Radical Education Collective (eds.): New Public Spaces: Dissensual Political and Artistic Practices in the Post-Yugoslav Context (2009)

27 July 2017, dusan

“This reader draws its inspiration from encounters and conversations with activists, artists, critical thinkers, curators, militant researchers and writers from Belgrade, Helsinki, Istanbul, Ljubljana, London, Pristina and Prizren in April and May 2008 at the social centre ROG and the AKC Metelkova mesto in Ljubljana. Those encounters challenged not only the distinction between ‘serious’ discussions and ‘informal’ debates – that instantly reproduce linear time and hierarchical space – but also our mutual ability to listen, talk and share experiences (instead of consume information). Contributions were subsequently elaborated into the reader, which consists of two parts. In the first part, engaged collectives reflect on the organisation of different political issues: from anti-capitalist and student struggles, to immigrant workers and the re-appropriation of public spaces in the region. The second part focuses on specific art collectives from Kosovo and Ljubljana, which are occupied with the question of space: why was space so important when rethinking the relation between art and politics, and also what can one do with the space? Here, a set of political practices enabled art collective to undermine the presupposed liberal border between public and private. The reader concludes with a presentation of some art projects that intervened and articulated spatial and visual transformations in the post-Yugoslav context.”

Edited and compiled by Gal Kirn, Gašper Kralj, and Bojana Piškur
Publisher Jan van Eyck Academie, Maastricht, and Modern Galerija, Ljubljana, 2009
ISBN 9789072076878, 9072076877
194 pages

Publisher
WorldCat

PDF (4 MB)
PDFs

In Terms of Performance (2016–)

26 July 2017, dusan

A keywords anthology designed to provoke discovery across artistic disciplines.

In Terms of Performance is designed to generate shared literacies for how we understand the goals, skills, and artistic traditions of experimental interdisciplinary work. Over the past few years we have gathered essays and interviews from key artists, curators, presenters, and scholars whose work reflects on relations among visual art, theatrical, choreographic, and performance art practices. To seed the conversation, we created a list of keywords: common yet contested terms in our current context, when museums are incorporating ever more time-based art forms, theaters are commissioning visual art for their stages, and symposiums try to make sense of how this cross-pollination changes the nature of curating, collecting, producing, authoring, documenting, and commissioning. Some of these keywords are older terms that have been resuscitated and redefined; others have made an appearance only recently. Our goal was not to produce singular definitions nor to commission encyclopedic entries but to share perspectives from distinct locations.”

Terms: Act, Amateur, Character, Choreography, Collecting, Composition, Curating, Documentation, Duration, Ephemerality, Experience Economy, Improvisation, Installation, Live, Media, Narrative, Participation, Performativity, Postdramatic, Poststudio, Prop, Reenactment, Relational, Score, Site, Spectator, Theatricality, Virtuosity.

Edited by Shannon Jackson and Paula Marincola
Publisher Arts Research Center at University of California, Berkeley, and The Pew Center for Arts & Heritage, Philadelphia, 2016

HTML, PDF-on-demand

Yvonne Rainer: Feelings Are Facts: A Life (2006)

26 July 2017, dusan

“In this memoir, dancer, choreographer, and filmmaker Yvonne Rainer traces her personal and artistic coming of age. Feelings Are Facts (the title comes from a dictum by Rainer’s one-time psychotherapist) uses diary entries, letters, program notes, excerpts from film scripts, snapshots, and film-frame enlargements to present a vivid portrait of an extraordinary artist and woman in postwar America.

Rainer tells of a California childhood in which she was farmed out by her parents to foster families and orphanages, of sexual and intellectual initiations in San Francisco and Berkeley, and of artistic discoveries and accomplishments in the New York City dance world. Rainer studied with Martha Graham and Merce Cunningham in the late 1950s and early 1960s, cofounded the Judson Dance Theater in 1962, hobnobbed with New York artists including Robert Rauschenberg, Robert Morris (her lover and partner for several years), and Yoko Ono, and became involved with feminist and antiwar causes in the 1970s and 1980s. Rainer writes about how she constructed her dances—including The Mind Is a Muscle and its famous section, Trio A, as well as the recent After Many a Summer Dies the Swan—and about turning from dance to film and back to dance. And she writes about meeting her longtime partner Martha Gever and discovering the pleasures of domestic life.”

Publisher MIT Press, 2006
Writing Art series
ISBN 9780262182515, 0262182513
xvi+473 pages

Reviews: John Rockwell (NYT, 2006), Ian White (Afterall, 2007), Daniel Ross (Screening the Past, 2007), Deborah Jowitt (Dance Research, 2008).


The task
Isolate every line in the data with the string "episodes" and copy it.

[Dataset rows describing interfaces]
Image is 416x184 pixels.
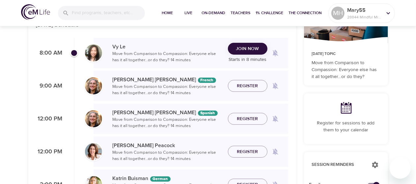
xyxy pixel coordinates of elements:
button: Register [228,113,268,125]
p: 12:00 PM [36,148,63,156]
span: On-Demand [202,10,226,16]
img: vy-profile-good-3.jpg [85,44,102,62]
p: Vy Le [113,43,223,51]
input: Find programs, teachers, etc... [72,6,145,20]
p: Mary55 [347,6,382,14]
img: Susan_Peacock-min.jpg [85,143,102,160]
p: 12:00 PM [36,115,63,124]
p: [PERSON_NAME] Peacock [113,142,223,150]
span: Register [237,148,258,156]
div: The episodes in this programs will be in French [198,78,216,83]
p: Move from Comparison to Compassion: Everyone else has it all together…or do they? · 14 minutes [113,51,223,64]
span: Register [237,115,258,123]
img: logo [21,4,50,20]
span: Remind me when a class goes live every Monday at 9:00 AM [268,78,283,94]
p: [PERSON_NAME] [PERSON_NAME] [113,109,223,117]
p: Move from Comparison to Compassion: Everyone else has it all together…or do they? · 14 minutes [113,117,223,129]
button: Join Now [228,43,268,55]
div: The episodes in this programs will be in German [150,177,171,182]
span: Live [181,10,197,16]
p: 8:00 AM [36,49,63,58]
span: Remind me when a class goes live every Monday at 12:00 PM [268,144,283,160]
p: Register for sessions to add them to your calendar [312,120,380,134]
span: Remind me when a class goes live every Monday at 12:00 PM [268,111,283,127]
img: Maria%20Alonso%20Martinez.png [85,77,102,95]
div: MH [331,7,345,20]
span: Join Now [236,45,259,53]
p: Move from Comparison to Compassion: Everyone else has it all together…or do they? [312,60,380,80]
span: Teachers [231,10,251,16]
p: Katrin Buisman [113,175,223,183]
span: Home [160,10,176,16]
div: The episodes in this programs will be in Spanish [198,111,218,116]
span: Register [237,82,258,90]
span: Remind me when a class goes live every Monday at 8:00 AM [268,45,283,61]
iframe: Button to launch messaging window [390,158,411,179]
p: 28844 Mindful Minutes [347,14,382,20]
p: [PERSON_NAME] [PERSON_NAME] [113,76,223,84]
p: Move from Comparison to Compassion: Everyone else has it all together…or do they? · 14 minutes [113,150,223,162]
p: [DATE] Topic [312,51,380,57]
span: The Connection [289,10,322,16]
button: Register [228,80,268,92]
img: Maria%20Alonso%20Martinez.png [85,110,102,127]
span: 1% Challenge [256,10,284,16]
p: 9:00 AM [36,82,63,91]
p: Move from Comparison to Compassion: Everyone else has it all together…or do they? · 14 minutes [113,84,223,97]
p: Starts in 8 minutes [228,56,268,63]
button: Register [228,146,268,158]
p: Session Reminders [312,162,365,168]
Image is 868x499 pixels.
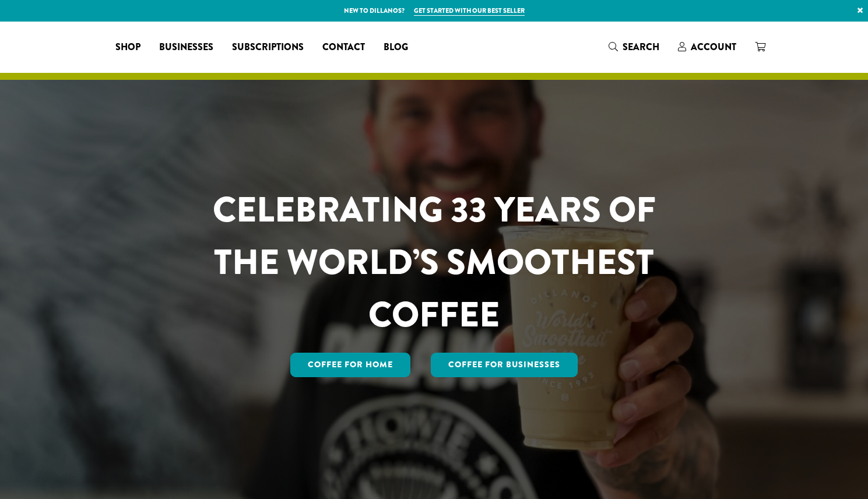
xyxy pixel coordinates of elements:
span: Businesses [159,40,213,55]
a: Get started with our best seller [414,6,525,16]
a: Coffee For Businesses [431,353,578,377]
span: Search [622,40,659,53]
a: Search [600,37,669,56]
span: Blog [384,40,408,55]
span: Contact [323,40,365,55]
a: Shop [107,37,150,56]
span: Shop [115,40,140,55]
a: Coffee for Home [290,353,410,377]
h1: CELEBRATING 33 YEARS OF THE WORLD’S SMOOTHEST COFFEE [179,183,690,341]
span: Account [690,40,736,53]
span: Subscriptions [232,40,304,55]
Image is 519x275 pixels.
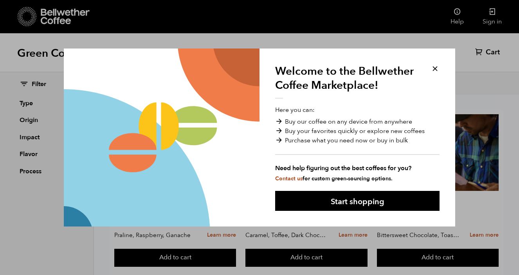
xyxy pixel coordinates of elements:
[275,191,440,211] button: Start shopping
[275,117,440,127] li: Buy our coffee on any device from anywhere
[275,175,303,183] a: Contact us
[275,64,420,99] h1: Welcome to the Bellwether Coffee Marketplace!
[275,127,440,136] li: Buy your favorites quickly or explore new coffees
[275,136,440,145] li: Purchase what you need now or buy in bulk
[275,105,440,183] p: Here you can:
[275,164,440,173] strong: Need help figuring out the best coffees for you?
[275,175,393,183] small: for custom green-sourcing options.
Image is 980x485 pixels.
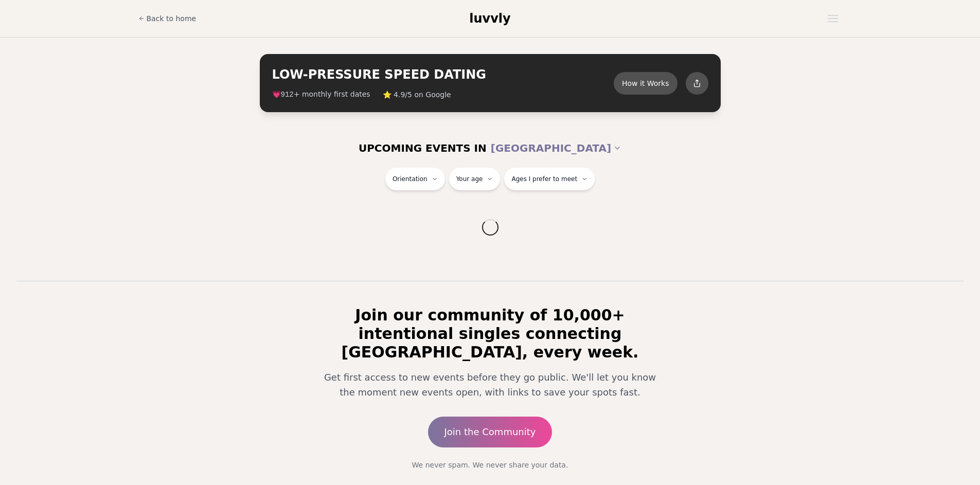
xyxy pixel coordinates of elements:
[359,141,487,155] span: UPCOMING EVENTS IN
[824,11,843,26] button: Open menu
[147,13,197,23] span: Back to home
[139,8,197,29] a: Back to home
[309,306,672,362] h2: Join our community of 10,000+ intentional singles connecting [GEOGRAPHIC_DATA], every week.
[449,168,501,190] button: Your age
[504,168,595,190] button: Ages I prefer to meet
[393,175,428,183] span: Orientation
[272,66,614,83] h2: LOW-PRESSURE SPEED DATING
[317,370,663,400] p: Get first access to new events before they go public. We'll let you know the moment new events op...
[614,72,678,95] button: How it Works
[469,11,511,26] span: luvvly
[272,89,371,100] span: 💗 + monthly first dates
[383,90,451,100] span: ⭐ 4.9/5 on Google
[385,168,445,190] button: Orientation
[511,175,578,183] span: Ages I prefer to meet
[491,137,622,159] button: [GEOGRAPHIC_DATA]
[428,417,553,448] a: Join the Community
[281,90,294,99] span: 912
[309,460,672,471] p: We never spam. We never share your data.
[469,10,511,27] a: luvvly
[456,175,483,183] span: Your age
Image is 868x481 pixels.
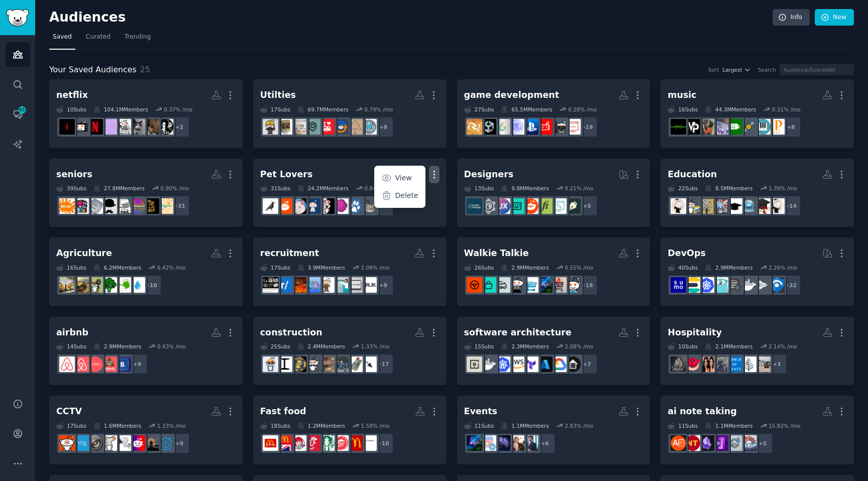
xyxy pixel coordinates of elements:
img: pcgaming [551,119,566,134]
img: UXDesign [495,198,510,214]
div: 2.14 % /mo [768,343,797,350]
img: Architects [304,357,320,372]
img: teaching [699,198,714,214]
a: Agriculture16Subs6.2MMembers0.42% /mo+10RainwaterHarvestingIrrigationPornvegetablegardeninghomest... [49,238,243,306]
img: ConstructionMNGT [263,357,278,372]
img: nuclear [291,357,306,372]
img: typography [536,198,552,214]
a: music16Subs44.3MMembers0.31% /mo+8VirtualPianopianocoversMusicPromotionMusicProductionDealsProMus... [660,79,854,148]
a: Fast food18Subs1.2MMembers1.58% /mo+10ChickFilAforSoCalMcDonaldsEmployeespizzahutemployeesStarbuc... [253,396,446,465]
img: learndesign [467,198,482,214]
a: New [815,9,854,26]
div: 0.42 % /mo [157,264,186,271]
img: securityguards [509,277,525,293]
img: webdev [565,119,581,134]
span: Curated [86,33,110,42]
img: BookingDiscount [115,357,131,372]
div: 1.6M Members [94,422,141,429]
img: masonry [319,357,334,372]
a: Trending [121,29,155,50]
a: Designers13Subs9.8MMembers0.21% /mo+5graphic_designweb_designtypographylogodesignUI_DesignUXDesig... [457,159,651,227]
a: Pet LoversViewDelete31Subs24.2MMembers0.84% /mo+23catsdogsAquariumsparrotsdogswithjobsRATSBearded... [253,159,446,227]
img: humanresources [319,277,334,293]
div: 17 Sub s [260,264,290,271]
img: musicproduction [684,119,700,134]
div: 18 Sub s [260,422,290,429]
img: KitchenConfidential [712,357,728,372]
div: 39 Sub s [56,185,86,192]
img: That70sshow [144,198,159,214]
img: docker [741,277,756,293]
div: + 5 [752,433,773,454]
div: + 9 [169,433,189,454]
div: 2.9M Members [94,343,141,350]
img: pianocovers [755,119,770,134]
a: construction25Subs2.4MMembers1.33% /mo+17stonemasonryPlasteringConcretemasonryArchitectsnuclearSt... [253,317,446,386]
div: Pet Lovers [260,168,313,181]
img: University [741,198,756,214]
div: 2.9M Members [705,264,753,271]
a: Hospitality10Subs2.1MMembers2.14% /mo+3HospitalityFourSeasonsHotelshyattKitchenConfidentialSouthe... [660,317,854,386]
img: FourSeasonsHotels [741,357,756,372]
img: homesecuritypropose [158,435,173,451]
img: farmingsimulator [73,277,89,293]
img: 90s_kid [59,198,75,214]
img: AirBnBHosts [88,357,102,372]
img: birding [263,198,278,214]
img: Renovations [263,119,278,134]
img: ProMusicProduction [712,119,728,134]
img: homestead [88,277,102,293]
img: marvelrivals [467,119,482,134]
img: movies [115,119,131,134]
div: + 6 [535,433,555,454]
img: RVLiving [319,119,334,134]
img: UI_Design [509,198,525,214]
div: 15 Sub s [464,343,494,350]
span: Largest [722,66,741,73]
div: 69.7M Members [297,106,349,113]
img: 80smusic [115,198,131,214]
img: AiNoteTaker [670,435,686,451]
img: housing [304,119,320,134]
img: utilities [361,119,377,134]
a: Info [772,9,809,26]
div: + 3 [766,354,787,375]
div: 0.28 % /mo [568,106,596,113]
img: googlecloud [551,357,566,372]
img: graphic_design [565,198,581,214]
div: netflix [56,89,88,101]
img: TeachingUK [712,198,728,214]
div: 2.9M Members [501,264,548,271]
div: game development [464,89,560,101]
div: + 19 [577,117,597,137]
div: 0.37 % /mo [163,106,192,113]
a: DevOps40Subs2.9MMembers2.26% /mo+32AzureSentinelcribldockerdataengineeringgolangkuberneteselastic... [660,238,854,306]
img: 80s [73,198,89,214]
img: ChickFilAWorkers [304,435,320,451]
div: 104.1M Members [94,106,148,113]
span: 25 [140,65,150,74]
img: SystemDesignConcepts [467,357,482,372]
img: IrrigationPorn [115,277,131,293]
div: Search [758,66,776,73]
p: Delete [395,190,419,201]
img: web_design [551,198,566,214]
img: AI_Agents [741,435,756,451]
img: WeAreTheMusicMakers [670,119,686,134]
div: + 31 [169,195,189,216]
div: 44.3M Members [705,106,756,113]
a: airbnb14Subs2.9MMembers0.43% /mo+9BookingDiscountHotAirbnbAirBnBHostsairbnb_hostsAirBnB [49,317,243,386]
img: IndieGameDevs [509,119,525,134]
img: electricians [347,119,362,134]
img: LinkedInLunatics [523,435,538,451]
img: cribl [755,277,770,293]
div: + 9 [127,354,147,375]
img: cybersecurity [130,435,145,451]
img: HazbinHotel [684,357,700,372]
div: 16 Sub s [667,106,697,113]
img: television [73,119,89,134]
div: + 18 [577,274,597,296]
img: securitycameravideos [59,435,75,451]
div: + 2 [169,117,189,137]
img: playstation [523,119,538,134]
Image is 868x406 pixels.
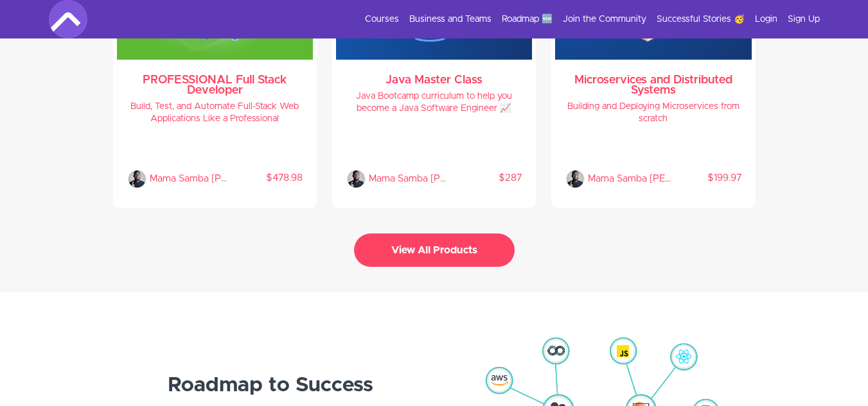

Output below
div: The episodes in this programs will be in French [198,78,216,83]
div: The episodes in this programs will be in German [150,177,171,182]
div: The episodes in this programs will be in Spanish [198,111,218,116]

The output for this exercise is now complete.